If a trio of rum drinks doesn't put you in the mood for the Taste of Havana ($12.99) appetizer, you have no right to be taking up space here. Cubans do their cooking exactly one way, the right way, which is to say, fried. Dinner at Little Havana is more or less an assortment of sponges whose object is to soak up the cheap cocktails — but that's not to say it isn't all perfectly scrumptious. The Taste of Havana is a platter of meat and starch heaped roughly to eyebrow height; I figured its caloric load at about 3,500. You've got your roasted chicken thighs, seasoned with a peppery rub, meat maintaining only the loosest possible relationship to the bone — tender and silky enough to make you wish you'd ordered the quarter chicken, or even the half one, as an entrée. There are ham croquettes the size of a fat cigar, a fried bread-crumb crust holding together a melting goo of finely minced ham and salty cheese, hot enough to sear the roof of your mouth and delicious enough that you don't care a bit. Elongated, delicate, salted plantain chips are so sheer that you can see through them; they leave a faint, oily sheen on your lips. A cornmeal tamale with a dab of chopped meat in the middle is flecked with red peppers and drizzled with mojo and has the consistency of clotted cream. And crisp yucca wedges are elevated to incredible when you swipe them through a cup of cheesy pepper sauce. Only the dry pork chunks, so tough we couldn't cut them, got pushed aside.

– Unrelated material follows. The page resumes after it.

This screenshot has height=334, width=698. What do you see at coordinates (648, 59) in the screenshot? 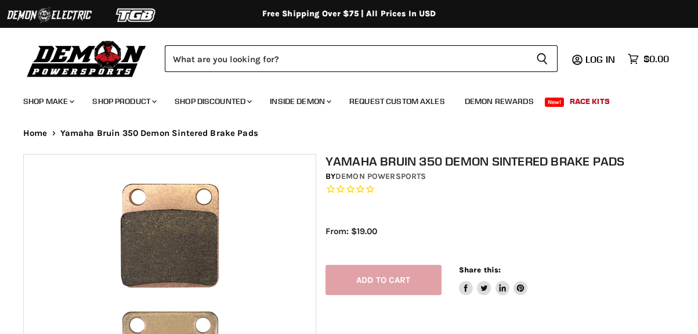
I see `a: $0.00` at bounding box center [648, 59].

What a mess we'd made. We looked like somebody had dropped a grease balloon from the ceiling, and our table was ground zero. Our shirts were stained, our lips as bee-stung as Angelina's from all the salt, heat, and oil we'd applied. I unbuttoned my pants; my partner groaned and rolled her eyes. Then two waitresses trotted over with giant trays balanced on their shoulders and set down in front of us what we could not possibly contemplate: ropa vieja ($10.99), fried white fish with cilantro sauce ($14.99), two bowls of black beans, two dishes of white rice, and a couple of side orders of candied plantains.

Oof. So we'd diet tomorrow. Steam rose from our plates, the mingling scents of cilantro, garlic, chilies, green peppers, tomato, and cumin. Shredded skirt steak had been cooked until it sang with flavor in a thick stew of vegetables and bay leaves, onion, and cumin — sharp on the tongue with a dozen nuances and still the satisfying heaviness of beef releasing its fats and juices. The fish was lightly fried, fresh as good air, and complemented perfectly by its dollop of cilantro sauce. The black beans were expertly seasoned; the sweet plantains left smears of burnt sugar, as rich as butterscotch, on our fingers.

For dessert, we put away an egg flan ($3.29) — or I did, at any rate; my partner was in a coma by this time. It was the classic version, and good, but they have one made with cheese as well. Plus rice pudding and tres leches, coconut flan and crema catalana, and cheesecake. My God, the place is excellent, and even with all those drinks, we hadn't spent $60.

Castro was out. What a long, long half a century they'd had of it, even the lucky ones who'd left, lost to the families who'd stayed behind. But memory of home is distilled in its recipes: lamb shanks in wine, pot roast, palomilla steak, chicken with mushrooms, paella Valenciana, Spanish sausage omelets, vaca frita, pork in tamarindo sauce, or a parrillada grill for two. You could look into the menu at Little Havana — the Cuban sandwich, the fabada soup, shrimp in flamingo sauce — and see the shadow outlines of its namesake. Cuba libre. We can only hope.